Let’s put it this way: imagine a culture that develops such sophisticated technical prostheses that its inhabitants no longer need to work, to worry, to strive in any way. Imagine those inhabitants, through choice or through evolutionary pressure, losing all stress-related functions of adult consciousness: work-ethic, conscience, guilt, lust, anger, avarice. Imagine them, in other words, regressing back wholly to a toddler’s existence, finding in that simplicity a maximum fit between existence and stress-free-satisfaction, like those German 40-something businessmen who like dressing in nappies and rolling around on the carpets of speciality brothels. Or, in fact, not like those men, because (unlike the Eloi) the Teletubbies have discarded the sex impulse as well, abandoning with it the dangerously fretful anxiety-gratification ratio of adult sexual life.
The machines in Teletubbyland, in other words, are the devices necessary to free mankind from its attachment to the adult world of necessity, provision and work. And once freed from those constraints, the show suggests, evolution or choice leads life back into the calm, bright satisfactions of toddlerdom. The Teletubbies are purer Eloi than the Eloi, a more complete rendering of the old SF convention about degeneration. Wells characterised his Eloi as child-like in some respect, but adult-like in others (physical appearance, sexual appetite). Huxley’s Brave New World also posited human global happiness upon an infantilisation of the human animal, although his future humans are also adult in appearance and physical appetite.

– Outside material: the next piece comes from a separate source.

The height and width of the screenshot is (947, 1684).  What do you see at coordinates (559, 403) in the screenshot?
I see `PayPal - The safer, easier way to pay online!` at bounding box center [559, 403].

But neither writer explored the logic of their own premises as far as do the Teletubbies. Their utopian existence depends upon them being fully child-like, in all respects. That is the point. The programmes broadcast to the creatures’ inset televisions are, presumably, historical documentaries about the way life used to be, concentrating quite naturally on the infantile existence as the paradigm for the future utopia. The face in the sun becomes, I suppose, the manifestation of the central machine intelligence that regulates and maintains the world.
We might see it as a pretty nugatory paradise that did not involve sex, or other adult hedonisms. But this is to ignore Freud’s central insight: adult human pleasure must mediate id and superego; it has no choice about this. Gratification always entails anxiety, and for many people the relationship is linear, such that greater gratification involves, and even depends upon, greater anxiety. If we want a life free of stress, a fret-free angst-free life we must give up the superego, and with it our adult natures. We must become again as little children.

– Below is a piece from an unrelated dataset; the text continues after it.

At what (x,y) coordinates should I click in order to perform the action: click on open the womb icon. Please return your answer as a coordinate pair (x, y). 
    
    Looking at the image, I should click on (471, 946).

In other words, the toddler-oriented aspect of the show can be read not in clumsily production-intention terms (‘the show is designed to appeal to toddlers’), but as a commentary upon the necessary infantilisation implicit in any utopian fantasy. It poses a question: to achieve a total happiness for all on the planet, once technology has removed the practical barriers, how far along the road towards infantile consciousness will it be necessary to travel? Will we become like the citizens of Huxley’s Brave New World? Or more infantile, like Wells’s Eloi? Or will we go the whole hog, and subsume our angst-ridden adult consciousnesses completely in the bright colours and satisfying repetitions of Teletubbyland? The enduring appeal of the Teletubbies to adults suggests, perhaps, this latter.